The monkey bared his teeth at her. She took this as him trying to smile, trying to cheer her up.

“I know, but you never expect this when you’re just going along, doing what the boss tells you to do, you know? They definitely don’t prepare you for this in college.”

The money laughed.

“Right?” she said. “I mean … I thought this was going to be a good job. Now look at me: in a cage, smelling monkey shit all day.”

He turned away, and she thought perhaps she’d gone too far. She didn’t want to insult him. He really wasn’t all that bad.

So she added: “Well, I suppose it could always be worse, right? I could’ve been a corporate lawyer.”

Faht came in, and everyone was laughing.

Ok, so maybe the purple pimp hat was a bad idea, he thought. The trouble with John Faht was that not only was he intensely serious about silly things, but he had the ability to see himself behaving this way and know just how much he looked like an ass.
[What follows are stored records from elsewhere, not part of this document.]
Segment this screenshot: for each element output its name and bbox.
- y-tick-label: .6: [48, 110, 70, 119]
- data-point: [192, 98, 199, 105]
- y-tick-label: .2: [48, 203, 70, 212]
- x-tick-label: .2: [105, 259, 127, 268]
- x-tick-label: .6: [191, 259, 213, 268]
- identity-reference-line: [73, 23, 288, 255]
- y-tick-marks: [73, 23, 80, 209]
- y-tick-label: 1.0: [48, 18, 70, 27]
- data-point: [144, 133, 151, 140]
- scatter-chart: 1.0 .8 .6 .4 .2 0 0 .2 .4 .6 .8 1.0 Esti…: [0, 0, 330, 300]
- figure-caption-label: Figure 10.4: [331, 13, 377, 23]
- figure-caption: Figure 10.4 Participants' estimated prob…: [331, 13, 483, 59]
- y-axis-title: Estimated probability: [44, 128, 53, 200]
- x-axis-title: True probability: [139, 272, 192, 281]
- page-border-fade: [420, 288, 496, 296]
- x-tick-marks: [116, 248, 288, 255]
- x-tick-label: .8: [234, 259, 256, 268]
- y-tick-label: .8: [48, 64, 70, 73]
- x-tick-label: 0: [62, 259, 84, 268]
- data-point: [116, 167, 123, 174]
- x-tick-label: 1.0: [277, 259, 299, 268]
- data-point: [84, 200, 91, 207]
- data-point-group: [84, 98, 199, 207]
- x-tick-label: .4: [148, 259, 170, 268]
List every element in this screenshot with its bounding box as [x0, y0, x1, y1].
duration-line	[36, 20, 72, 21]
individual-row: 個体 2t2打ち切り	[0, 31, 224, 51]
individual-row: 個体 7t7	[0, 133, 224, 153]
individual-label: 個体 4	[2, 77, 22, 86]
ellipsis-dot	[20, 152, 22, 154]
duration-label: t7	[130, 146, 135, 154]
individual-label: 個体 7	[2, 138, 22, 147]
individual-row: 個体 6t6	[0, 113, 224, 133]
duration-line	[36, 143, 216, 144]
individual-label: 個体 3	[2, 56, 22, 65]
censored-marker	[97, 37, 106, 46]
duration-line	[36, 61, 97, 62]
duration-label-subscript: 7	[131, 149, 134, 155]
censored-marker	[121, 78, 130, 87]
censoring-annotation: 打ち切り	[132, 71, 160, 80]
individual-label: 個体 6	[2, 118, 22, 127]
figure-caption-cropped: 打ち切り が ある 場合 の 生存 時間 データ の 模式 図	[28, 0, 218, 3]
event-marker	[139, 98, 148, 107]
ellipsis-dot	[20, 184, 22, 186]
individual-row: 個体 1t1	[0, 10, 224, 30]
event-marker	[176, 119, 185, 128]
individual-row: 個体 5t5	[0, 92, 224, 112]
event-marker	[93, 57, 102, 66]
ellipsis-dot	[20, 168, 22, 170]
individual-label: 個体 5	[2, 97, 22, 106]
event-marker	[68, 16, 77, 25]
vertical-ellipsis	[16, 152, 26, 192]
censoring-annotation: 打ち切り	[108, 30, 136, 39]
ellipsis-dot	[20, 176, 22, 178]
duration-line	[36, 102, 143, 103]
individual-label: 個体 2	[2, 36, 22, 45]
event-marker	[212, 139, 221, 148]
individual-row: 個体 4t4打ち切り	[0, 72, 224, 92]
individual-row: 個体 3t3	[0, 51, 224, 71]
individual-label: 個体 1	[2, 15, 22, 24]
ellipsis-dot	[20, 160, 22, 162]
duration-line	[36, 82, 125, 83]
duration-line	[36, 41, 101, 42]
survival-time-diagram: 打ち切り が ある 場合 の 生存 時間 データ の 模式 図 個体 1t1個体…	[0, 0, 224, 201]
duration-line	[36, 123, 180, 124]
One might wonder: If he could see all this, couldn’t he change? But no. No matter how much time went by, Faht stayed the same.

Oh, poor Faht. He was a truly miserable and lost soul.

But he walked into that conference room bravely, and took off the purple pimp hat and set it on the table with a smile for everyone who was there making fun of him. Yes, this was the life of John Faht. This was how it went, day in, day out.

Sometimes it seemed that everything was just one big Faht.

(… or, Why I’m Not Getting Off Roger Ebert’s Lawn)

Real avatars

Now, those are what I call avatars!

Roger Ebert, who posts on Twitter almost as often as Tila Tequila, still can’t help but seem like a bit of an old curmudgeon sometimes, and his crusty views never sound crustier than when it comes to his opinions on video games. A recent blog entry recently ignited fresh debate about whether video games can ever be art, and if it even matters.

Let me first deal with the pesky view that the whole debate is foolish. There are a lot of people who work on a lot of art, and, yes, it is insulting to tell them that what they are doing isn’t art. Such a claim brushes off their creations as inconsequential ephemera, and no one working hard at something wants to think that the finished work will be nothing more than tomorrow’s landfill filler. I wonder if it would bother Mr. Ebert to think of his reviews as little more than throwaway, parasitic advertisements, clinging to literary life like barnacles on the bottom of the more illustrious vessel of modern cinema. I wonder if he would take issue with the idea that what he does could never be art.

If I were him, I would definitely want to believe that movie reviews could be art, and I would do everything I could do to fight the perception that I was a vulture of the creative profession.